William Gibson wrote Neuromancer on a typing machine, kickstarting the cyberpunk genre as we know it and imagining how computers and virtual reality would actually work decades later. Years after, he claimed to have been disappointed by the real thing, probably because he played this game and found out how some people imagined virtual reality as a good place to play incest with your sister.

So, Baldr Sky, one of the most legendary visual novels, teased for years and arrived on the English scene just last december. This game is all in all massive, it takes over a hundred hours to even complete the main story and the scope of the game shoots to achieve the matrix-levels of thought-provoking insights on virtual reality and the role of men in a world of rising AIs. Sounds terrific on paper, but the plot is at best very cool and poignant and at worst (and more commonly) barely serviceable. Despite beginning in medias res in a futuristic battlefield where mecha pilots are gutting unmanned wardrones, which is how most of the game will play out, the average time spent on the story of Baldr Sky will deal with teenagers and young adults going around, talking about sci-fi jargon and interesting concept but without much charisma to deliver a compelling narrative. Tens of hours of explanations grow tiring in a story which is also riddled with repetitions, stereotypical dialogues made by stereotypical characters, and where many sections just drag on and on, seemingly forever.

I get the sentiment that long flashbacks segments and info-dumping were needed to create a connection with the cast and understanding the core concepts, I really do, it’s fundamental to feel invested in the emotional climaxes and to appreciate the thematic answers at the end of each route. Yet, was it really necessary to stretch the story over so much with so many plodding bits? As an ulterior testament to how mind-numbingly slow this is, despite its length and scope Baldr Sky only has around twenty recurring characters, and not even all of them receive an in-depth arc or development to fully understand their personality or motivations. Almost all of the villains for example have their share of reasoning behind, but that doesn’t make them less repetitive and annoying when they are mostly just the same stereotypically evil caricatures (fat greedy rapists, arrogant violent psychos, narcissistic monomaniacal churchmen, etc.) in every route, furthermore never providing a satisfying counterbalance to the obvious ‘good’ of the main characters.

A huge portion of the game isn’t limited by its story restrictions, thankfully, sometimes actions calls in and the gameplay starts. The gameplay is the meat of the game, and it’s worth the entry price: structured as an isometric beat ‘em up, Baldr Sky offers a wide arrange of progressively unlocking weapons (for a grand total of just about 130 different weapons), which can be developed and chained in combos for massive style and damage. The weapons cover every possible playstyle, from long to short range, bullet vs explosive weapons, light vs heavy, slash vs smash, there are tons of finisher and other stuff to try out, but the game doesn’t want the player to just choose a category and roll with it. A long-range stagger can be combined with a dash move to close the gap and then immediately go to an air launch, followed by a high kick, a sword stun, heavy smash, a drop and close with an explosive punch. This is just one possible combination, not even a full one, out of thousands viable approaches to dispatch single enemies or crowd control hordes. It looks like a very retro take on modern action games on the vein of devil may cry, or bayonetta, and the adrenaline rushes are just as strong. There are videos out there showing people one-shotting the final boss in a single, two-minutes long combo on the hardest difficulty and it is just pure video games aesthetic.

Of course, it doesn’t always work perfectly. One major complaint regards how chains and weapons can be decided only before every fighting sections and never be changed midway until it’s over and story resumes. Meaning that if the players poorly planned a combo, either they have to start all over again (which can mean even half or a full hour of gameplay) or stick with it and hope there isn’t a boss encounter. This can happen quite often because, and here’s the other great issue, before every section the player is given a simulation where to choose weapons and try them out, yet a combo working ten times in a row in a simulation can still fail during the actual combat or on actual enemies, for some reasons. Moreover, same as for the story, many battle sessions just last far too long: for example, closing almost every major route there is a gigantic rush of enemies that kills the pacing and makes the final boss seems a beath of fresh air after so much repetition, rather than the climax one should be expecting.

Art style and sound design are competent, the characters likability requires having some degree of appreciation for anime and the likes, even in the voice department which is pretty good regardless but riddled with typical onomatopoeic clichés. The soundtrack is a banger while the mech designs, despite being small sprites, are very varied and a pleasure to look at.

All in all, Baldr Sky is a hard one to recommend, it is certainly worth if one felt invested in anime on a similar vein of fullmetal alchemist, attack on titan or code geass, but it also presents many of the limits of the genre. The gameplay may seem tiring at first to someone just interested in the story, but it grows on the player, and it is also one of the rare cases where the normal to hard difficulties are recommended to fully experience the investment throughout the highpoints of the story. If one can afford the tens of hours needed to reach even a single ending, the tens more needed to form a somewhat complete understanding of the story’s stakes, and can digest standard anime-tier writing, this game can prove to be absolutely amazing.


**Exercise:** Please give only the number of lines in the listing below that contain "technology".

**Dataset entries:**
------------------------------------------------
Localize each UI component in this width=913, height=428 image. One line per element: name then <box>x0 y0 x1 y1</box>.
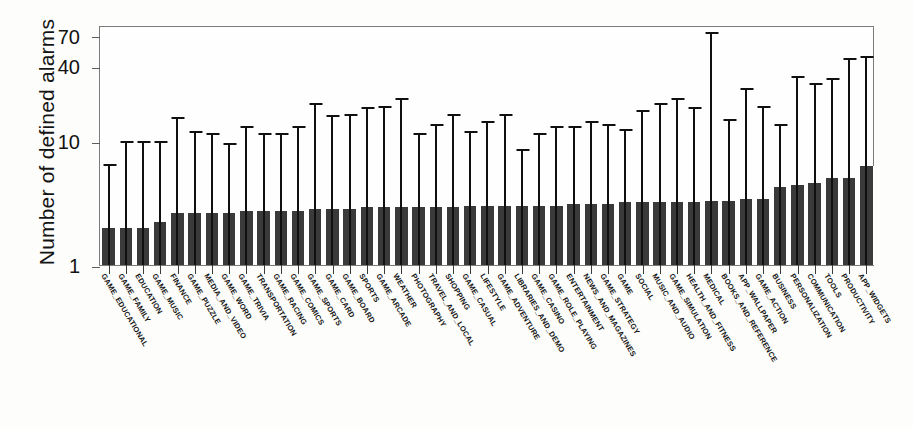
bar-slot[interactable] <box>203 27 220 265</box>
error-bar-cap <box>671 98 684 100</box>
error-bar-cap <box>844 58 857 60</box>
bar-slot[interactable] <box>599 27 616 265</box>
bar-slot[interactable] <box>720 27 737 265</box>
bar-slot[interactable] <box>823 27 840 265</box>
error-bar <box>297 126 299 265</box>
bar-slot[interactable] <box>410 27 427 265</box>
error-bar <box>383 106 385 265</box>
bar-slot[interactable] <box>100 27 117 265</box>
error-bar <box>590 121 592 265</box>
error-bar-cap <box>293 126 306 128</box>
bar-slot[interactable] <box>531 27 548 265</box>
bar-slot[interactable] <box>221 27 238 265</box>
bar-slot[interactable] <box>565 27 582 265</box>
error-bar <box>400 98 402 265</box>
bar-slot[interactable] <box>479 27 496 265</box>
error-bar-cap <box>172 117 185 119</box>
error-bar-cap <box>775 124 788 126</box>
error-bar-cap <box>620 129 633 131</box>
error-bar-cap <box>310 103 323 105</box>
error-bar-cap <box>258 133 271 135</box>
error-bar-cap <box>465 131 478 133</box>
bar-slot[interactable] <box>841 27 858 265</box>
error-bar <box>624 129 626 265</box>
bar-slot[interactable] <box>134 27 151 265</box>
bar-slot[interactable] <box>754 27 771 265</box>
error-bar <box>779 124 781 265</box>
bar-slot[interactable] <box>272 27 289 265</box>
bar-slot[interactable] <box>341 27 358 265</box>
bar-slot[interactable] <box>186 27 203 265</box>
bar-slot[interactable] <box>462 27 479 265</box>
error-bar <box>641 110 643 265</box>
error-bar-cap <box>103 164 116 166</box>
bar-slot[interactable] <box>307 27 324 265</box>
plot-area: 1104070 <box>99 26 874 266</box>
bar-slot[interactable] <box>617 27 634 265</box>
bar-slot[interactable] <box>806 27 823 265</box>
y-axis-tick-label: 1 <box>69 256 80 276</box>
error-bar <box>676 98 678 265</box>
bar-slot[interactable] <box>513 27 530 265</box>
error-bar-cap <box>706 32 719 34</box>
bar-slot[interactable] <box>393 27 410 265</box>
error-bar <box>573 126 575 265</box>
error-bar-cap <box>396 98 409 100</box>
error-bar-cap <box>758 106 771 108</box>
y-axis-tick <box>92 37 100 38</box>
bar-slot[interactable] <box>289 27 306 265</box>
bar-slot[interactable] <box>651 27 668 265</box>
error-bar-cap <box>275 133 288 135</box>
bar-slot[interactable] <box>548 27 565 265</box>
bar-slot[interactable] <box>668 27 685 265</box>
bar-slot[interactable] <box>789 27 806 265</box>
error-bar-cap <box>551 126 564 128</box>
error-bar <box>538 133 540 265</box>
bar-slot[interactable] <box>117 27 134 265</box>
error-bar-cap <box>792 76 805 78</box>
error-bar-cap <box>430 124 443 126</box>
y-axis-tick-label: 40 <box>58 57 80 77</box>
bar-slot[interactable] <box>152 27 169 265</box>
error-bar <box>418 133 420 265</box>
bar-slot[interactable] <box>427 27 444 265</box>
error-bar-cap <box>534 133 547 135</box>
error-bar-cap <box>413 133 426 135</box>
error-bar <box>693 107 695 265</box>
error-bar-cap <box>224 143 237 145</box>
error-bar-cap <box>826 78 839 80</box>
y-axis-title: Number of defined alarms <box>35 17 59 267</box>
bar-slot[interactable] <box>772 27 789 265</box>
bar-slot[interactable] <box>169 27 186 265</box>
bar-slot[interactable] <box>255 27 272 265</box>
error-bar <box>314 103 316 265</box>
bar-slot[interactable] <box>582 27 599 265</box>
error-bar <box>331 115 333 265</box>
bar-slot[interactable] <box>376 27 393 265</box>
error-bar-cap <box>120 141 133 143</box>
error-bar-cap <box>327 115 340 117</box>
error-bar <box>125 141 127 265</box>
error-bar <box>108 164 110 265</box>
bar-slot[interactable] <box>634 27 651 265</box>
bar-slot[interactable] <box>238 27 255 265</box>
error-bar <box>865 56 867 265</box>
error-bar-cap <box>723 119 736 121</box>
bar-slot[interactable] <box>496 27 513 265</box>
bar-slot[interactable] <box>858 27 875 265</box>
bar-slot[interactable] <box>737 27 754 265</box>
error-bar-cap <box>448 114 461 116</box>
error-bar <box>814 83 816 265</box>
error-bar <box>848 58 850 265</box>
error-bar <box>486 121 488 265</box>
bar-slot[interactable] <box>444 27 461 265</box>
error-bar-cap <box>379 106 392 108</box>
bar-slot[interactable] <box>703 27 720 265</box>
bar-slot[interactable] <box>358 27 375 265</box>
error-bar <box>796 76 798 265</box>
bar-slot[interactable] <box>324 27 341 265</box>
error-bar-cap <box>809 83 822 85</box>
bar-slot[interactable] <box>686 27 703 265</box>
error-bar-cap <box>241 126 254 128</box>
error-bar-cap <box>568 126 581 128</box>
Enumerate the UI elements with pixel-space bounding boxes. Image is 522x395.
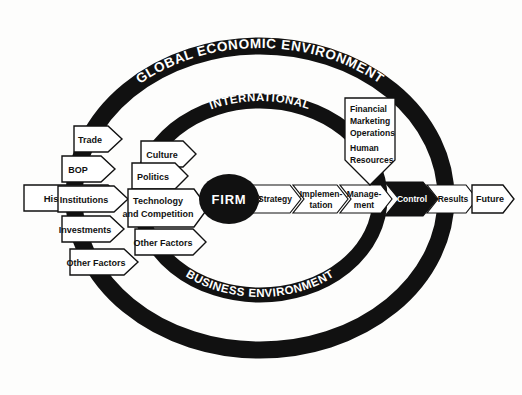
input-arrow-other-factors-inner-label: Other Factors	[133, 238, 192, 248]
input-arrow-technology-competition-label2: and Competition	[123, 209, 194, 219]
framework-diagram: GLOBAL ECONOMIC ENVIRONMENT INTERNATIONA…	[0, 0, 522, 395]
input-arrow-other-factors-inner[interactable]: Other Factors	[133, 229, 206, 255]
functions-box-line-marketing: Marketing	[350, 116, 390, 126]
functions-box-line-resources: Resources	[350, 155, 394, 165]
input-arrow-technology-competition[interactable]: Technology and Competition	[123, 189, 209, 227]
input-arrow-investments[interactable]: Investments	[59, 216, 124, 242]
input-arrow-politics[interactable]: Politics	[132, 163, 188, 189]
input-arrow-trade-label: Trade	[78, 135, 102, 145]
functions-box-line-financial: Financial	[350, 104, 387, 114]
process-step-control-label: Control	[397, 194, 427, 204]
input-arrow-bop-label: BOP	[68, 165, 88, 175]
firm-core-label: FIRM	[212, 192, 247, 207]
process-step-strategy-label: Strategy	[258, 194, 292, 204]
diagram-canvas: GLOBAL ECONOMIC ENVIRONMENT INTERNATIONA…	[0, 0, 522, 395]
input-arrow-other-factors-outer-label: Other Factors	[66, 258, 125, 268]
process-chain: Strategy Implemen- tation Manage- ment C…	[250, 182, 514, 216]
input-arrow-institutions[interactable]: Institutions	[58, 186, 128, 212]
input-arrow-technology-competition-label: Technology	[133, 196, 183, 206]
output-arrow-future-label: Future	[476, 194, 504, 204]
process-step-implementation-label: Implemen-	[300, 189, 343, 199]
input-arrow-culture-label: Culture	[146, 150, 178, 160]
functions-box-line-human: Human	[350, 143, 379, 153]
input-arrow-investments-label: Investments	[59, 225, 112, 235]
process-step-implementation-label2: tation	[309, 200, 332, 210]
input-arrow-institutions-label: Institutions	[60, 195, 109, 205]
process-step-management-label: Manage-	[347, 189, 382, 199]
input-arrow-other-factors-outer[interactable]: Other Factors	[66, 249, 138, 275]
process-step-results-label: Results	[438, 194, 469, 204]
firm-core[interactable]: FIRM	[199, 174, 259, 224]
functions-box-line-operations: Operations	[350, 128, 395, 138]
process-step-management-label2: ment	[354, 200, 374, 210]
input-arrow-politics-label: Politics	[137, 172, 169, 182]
------------------------------------------------
**Response to this exercise:** 3